Climate Impacting Communities 

Montalto began Drexel’s research in Camden in 2010, involving multiple undergraduate and graduate students who were learning hydrologic and hydraulic modeling in the conceptualization of solutions to the chronic flooding problems that plague the city’s Cramer Hill neighborhood.

The classroom research was presented before Camden County Municipal Utilities Authority (CCMUA) officials who ultimately funded a full-time Drexel research scientist to continue the work. The CCMUA leveraged the work to apply for and win $2 million from FEMA to design flood mitigation solutions for Harrison Avenue, with up to $20 million potentially on the table for implementation. At Drexel, one research paper has been published and another has been submitted from the completed work and data collected. Drexel has been involved in four different contracts with Camden.

“Camden is a really exciting example of the work we do,” Montalto said. “Here’s a place where I believe university research helped local leaders to develop real world, funded infrastructure solutions."

Matthew von der Hayden has been Stafford’s township administrator for nearly five years and first met Montalto in early 2023 as the township began to explore how to spend a $5 million grant to restore marshes and mitigate coastal flooding. With Drexel a member of the Consortium for Climate Risk in the Urban Northeast (CCRUN), Montalto and other researchers were already aware of the potential risks of rising sea levels along the Jersey Shore.

That meeting led to Montalto’s spring Drexel class working with the Marine Academy of Technology and Environmental Science (MATES), a local high school that focuses on marine and environmental science in Ocean County as well as Beach Haven West Community Association to set up a transducer in Mill Creek to collect tidal data.

Chris Sherman, a junior who majored in civil engineering and working on a master’s in environmental engineering, took Montalto’s spring and fall course that partnered with Stafford. He also graduated from MATES.

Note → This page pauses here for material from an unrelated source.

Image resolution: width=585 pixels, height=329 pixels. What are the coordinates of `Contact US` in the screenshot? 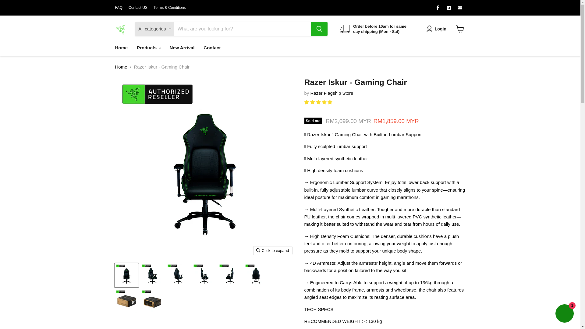 It's located at (138, 8).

“I actually find project-based learning really refreshing,” he said. “So many engineering courses have been lectures based on concepts. Now that I am getting into my later years of college, I am able to apply that knowledge, and Franco’s courses have been such a great introduction to that. These projects are not just hypothetical, but you are having real-world effect. It’s great to see the results of the engineering I have been learning.”

Alyssa Kemp, a fourth-year student pursuing accelerated bachelor's and master's degrees in environmental engineering, took the fall course as a requirement for her focus on water resources engineering. “Having that real-world application has been so valuable to close that gap between theory and real-world practices,” she said. “That was wonderful.”

Kate Singh grew up knowing she wanted to have a career that involved the environment. She took engineering courses in high school and is a fourth-year environmental engineering major with a concentration in water resources. Singh worked with Montalto before in his lab and other projects and took the fall course to satisfy a requirement.

In prior courses, Singh learned math and equations related to hydraulics and had been interested in modeling. “I could never bridge that gap in knowing where the equations fit into that model when you go out into the field but this allowed me to do just that,” she said. “While it was a little bit of pressure, it was also exciting to know what we did could have a lasting impact on the town.”

Drexel students made a final presentation to Stafford, New Jersey Department of Environmental Protection and other officials in early December. They walked through modeling projections of water flows and animated them to visually demonstrate aid different scenarios.

“I thought the student presentations were excellent,” said von Der Hayden, the township administrator. “When you’re talking about high-level information like that, to have it animated has a lot more impact.”

For von der Hayden, working with Drexel students has given him insight into areas he doesn’t have the expertise to explore and fresh takes on the flooding situation the town faces. 

von der Hayden is hopeful the township and Drexel will undertake another project together. They are working to secure a grant from NOAA.

“If we get that grant, we’re absolutely going to be working together again,” he said.